Looking for an "working" example for Automatic HTTPS in the documentation

I’m looking to get caddy setup as a reasonably easy reverse proxy, I was referred here by #nginx on freenode.net because NGINX configs seem twitchy. There aren’t enough examples in the NGINX documentation and I’m finding a few places that could use examples here as well. My usage case may not require what I’m asking for clarification on but I noticed that under Automatic HTTPS - Caddy there is mention near the Enabling the DNS Challenge section there is mention of setting environment variables. Then a snippet of code that looks like the following.

tls {
    dns provider
}

Then it mentions,
Replace “provider” with the name of your DNS provider (in the table below). You will also need to set environment variables with your account credentials:

The example is lacking any suggestion to how that would look in a Caddyfile which is somewhat frustrating. Because ideally, you would show a working example, not a partial example. As an example is supposed to show you how it works not part of how it works.

So far this instruction tells me to do something like this.

CLOUDFLARE_EMAIL=example@email.com
CLOUDFLARE_API_KEY=SDFSFDSOMEGOBBLDYGOOK@#$#
tls {
    dns cloudflare
}

I really have no idea if this is remotely accurate without trying it which I have no problem doing but it seems that this is intended to be targeted at beginners.

1 Like

Environment variables are a system configuration, not a Caddy one.

I presume you’re on Linux. Run env to see all environment variables, and run Caddy like this to set new ones for this command only:

$ CLOUDFLARE_EMAIL=... CLOUDFLARE_API_KEY=... caddy

This isn’t a Caddy issue, just something I would expect people to know about their computers when they try to use Caddy in advanced ways for advanced infrastructure scenarios.
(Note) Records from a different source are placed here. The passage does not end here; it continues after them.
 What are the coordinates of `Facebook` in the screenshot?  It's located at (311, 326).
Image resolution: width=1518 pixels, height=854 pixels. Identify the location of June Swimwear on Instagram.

Most people don’t need to use the DNS challenge, auto HTTPS just works. :wink:

1 Like

@matt thanks for your response,
That makes sense and it’s basically what I would have assumed as someone who knows Linux fairly well. If this software is intended for people who aren’t generally seasoned experts it would definitely benefit from having this information in the guide.

That said it’s at least on the forum now.

I disagree you have to be a seasoned expert to know what environment variables are. It’s not my job to document how to use every platform that Caddy runs on – only to document Caddy. There’s no way I can maintain docs of the magnitude you’re suggesting.

If you’d like I’d add a hyperlink to someone else’s tutorial I’d gladly contribute.

No thanks, probably not in the official docs. These kinds of things are what the forum is for. :slight_smile:

Just my 2c:

If you find Caddy’s docs aren’t clear enough in specifying that these are OS environmental variables (as opposed to additional Caddyfile configuration), that’s one thing.

But after making it clear that environmental variables are required, I don’t find it unreasonable in the slightest to expect someone working on editable text configuration for a web server to understand what they are and how they relate to their OS of choice.

You’re both not wrong, I actually agree with you on these points about this. This said I’m a big fan of documentation like ArchLinux’s documentation and Docker’s where they always explain fully all relevant steps. It’s definitely not the responsibility of the developers to do this but it definitely does help adoption. I’m fine with it residing on the forums but it just seems incomplete.

The Environment Variables thing doesn’t really need a large change if any at all but you have to keep in mind that marketed towards bloggers and people who just want a web server you might run into a lot of people who will know none of this stuff.

Thanks again for your time and attention to this topic.

2 Likes

Could do a sneaky hyperlink from the docs to Environment variable - Wikipedia, I suppose. ¯\_(ツ)_/¯

1 Like

This topic was automatically closed 90 days after the last reply. New replies are no longer allowed.